Published Jun 26, 2026, 9:52 AM EDT
'AJ' Pasciuti, known for heroics in Iraq, helped develop a revolutionary course. The branch ended it after only four years.
Amatangelo “AJ” Pasciuti recently passed the one-year mark of a day he would like to forget. On June 1, 2025, the U.S. Marine Corps officially rescinded the Infantry Marine Course, an elaborate training program he, along with many other officers, spent many months formulating, designing and, after some resistance, finally implementing in 2021. Like nearly everything Pasciuti did in a stellar two-decade career in the Marines, he put his heart and soul into developing the course, which featured a student-centered, outcomes-based approach “designed to produce adaptable and cognitively agile warfighters.” Instead, Marine Corps leadership chose to replace the training with a pre-9/11 program due to tight resources and personnel shortages. In his recently released book, “Darkhorse, Harnessing Hidden Potential in War and Life,” Pasciuti writes that the “revised approach de-emphasized critical thinking, cohesion, and individual development in favor of rote memorization, repetition and mass throughput.” While Pasciuti, a former scout sniper, is best known for eliminating “Juba,” perhaps the most lethal and dangerous enemy sniper in the Iraq War, his memoir focuses on leadership and questioning the status quo of military guidance, something he was trying to do with the Infantry Marine Course. Despite being disappointed to see the course end, Pasciuti understands the Marine Corps’ rationale, but worries that reverting to the traditional way of teaching infantry soldiers makes them less equipped for the future of combat.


■ EXERCISE OBJECTIVE: Lines before the one containing "Find 'human face' in the UI." are not copied; that line and every one after it, through the end of the material below, are printed exactly, without pictures.

++++++++++++++++++++

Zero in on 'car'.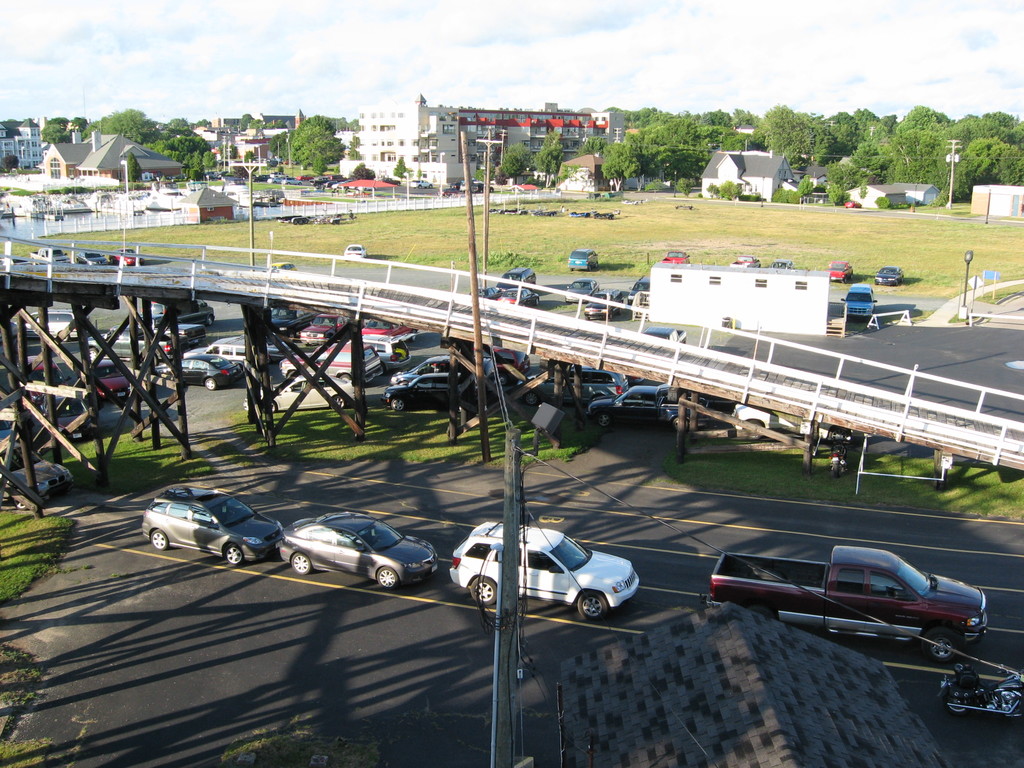
Zeroed in: x1=345 y1=243 x2=370 y2=265.
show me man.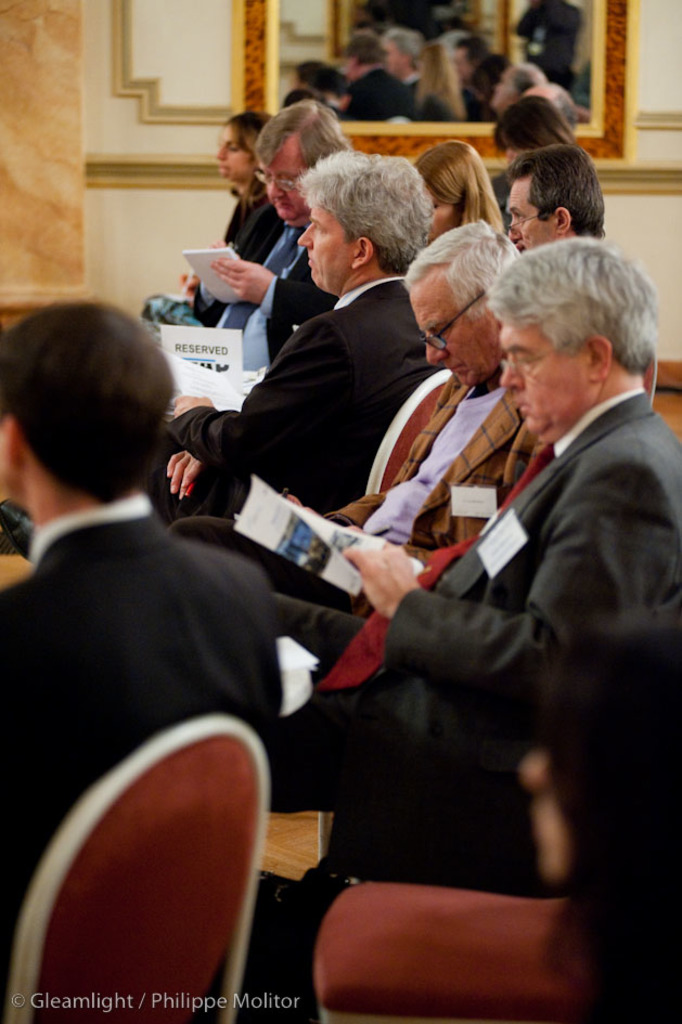
man is here: (0, 296, 280, 965).
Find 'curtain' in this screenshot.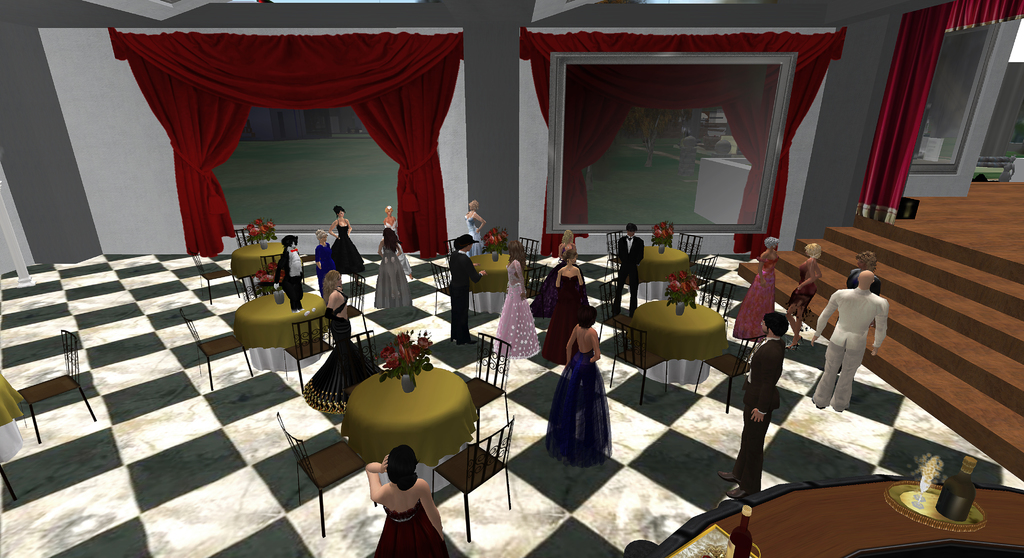
The bounding box for 'curtain' is (left=518, top=22, right=847, bottom=258).
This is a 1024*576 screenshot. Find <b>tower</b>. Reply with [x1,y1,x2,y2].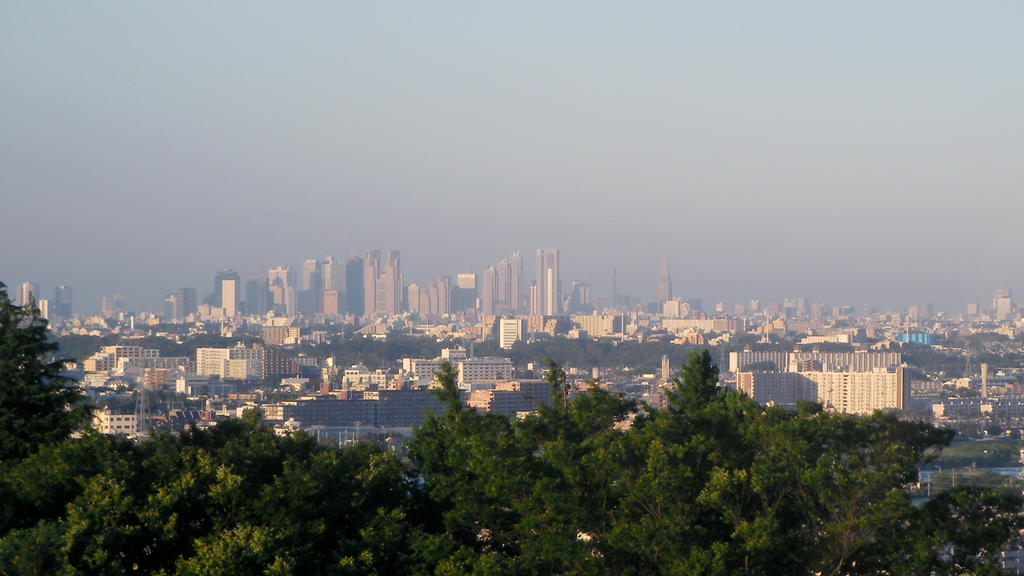
[481,251,520,313].
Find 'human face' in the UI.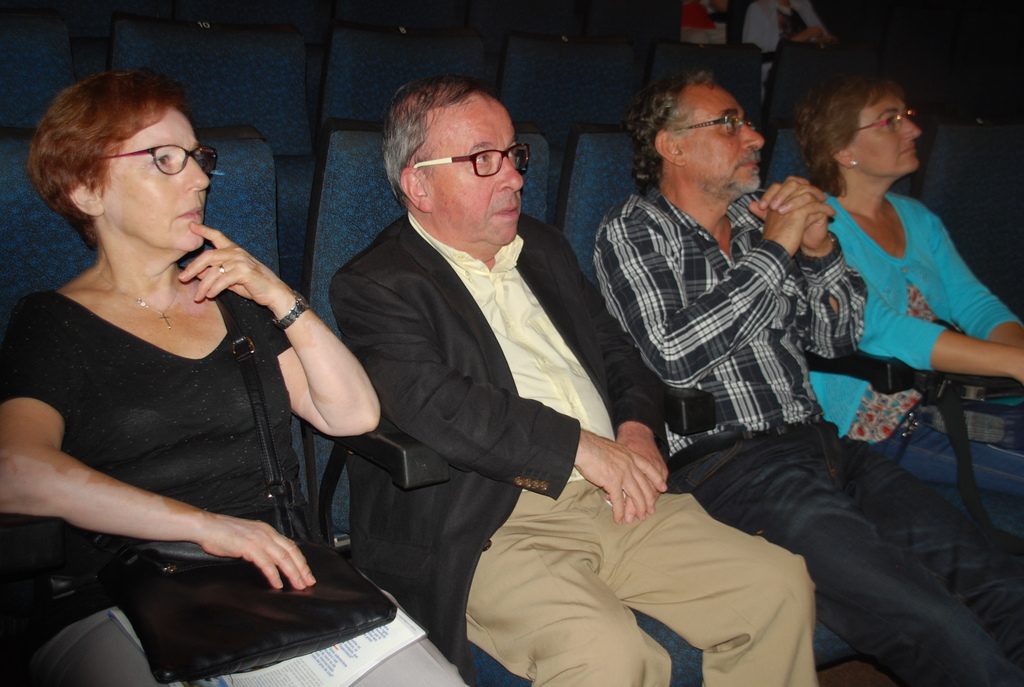
UI element at detection(99, 102, 210, 251).
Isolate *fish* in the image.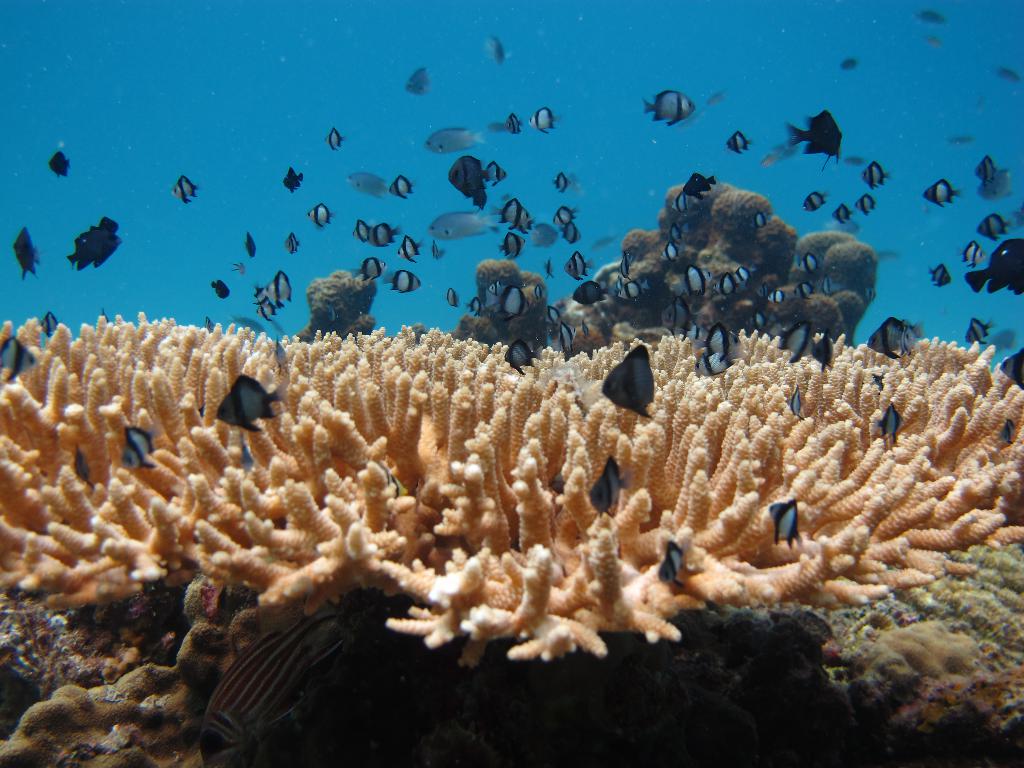
Isolated region: bbox=(923, 180, 960, 209).
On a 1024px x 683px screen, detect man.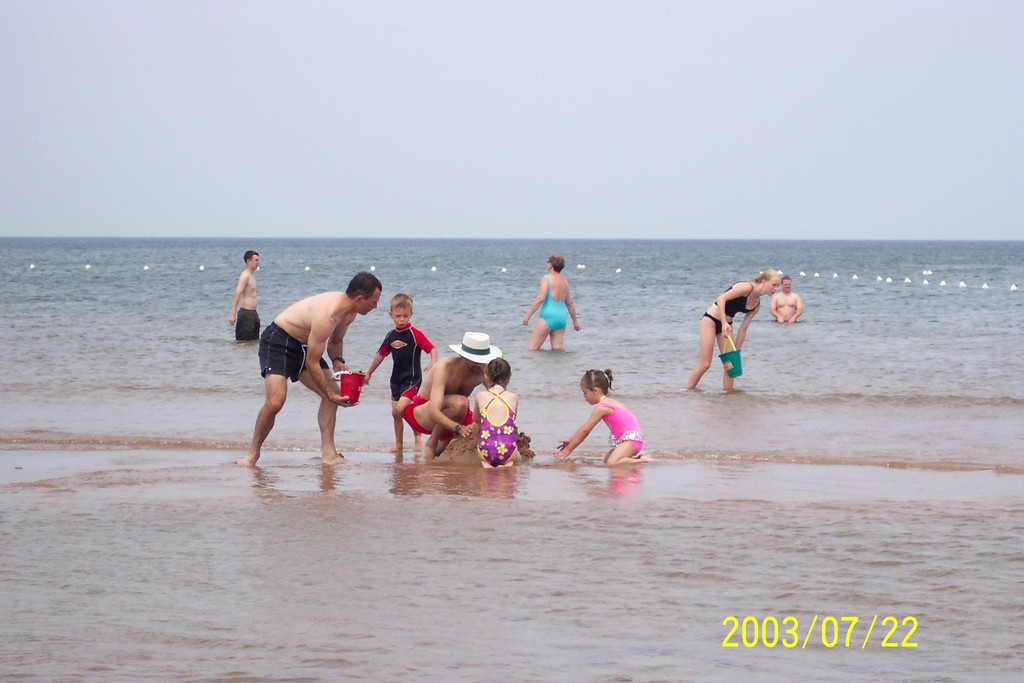
222,248,264,342.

++++++++++++++++++++

■ TASK SOLUTION:
Find 'human face' in the UI.
UI element at detection(99, 102, 210, 251).
Isolate *fish* in the image.
Isolated region: bbox=(923, 180, 960, 209).
On a 1024px x 683px screen, detect man.
222,248,264,342.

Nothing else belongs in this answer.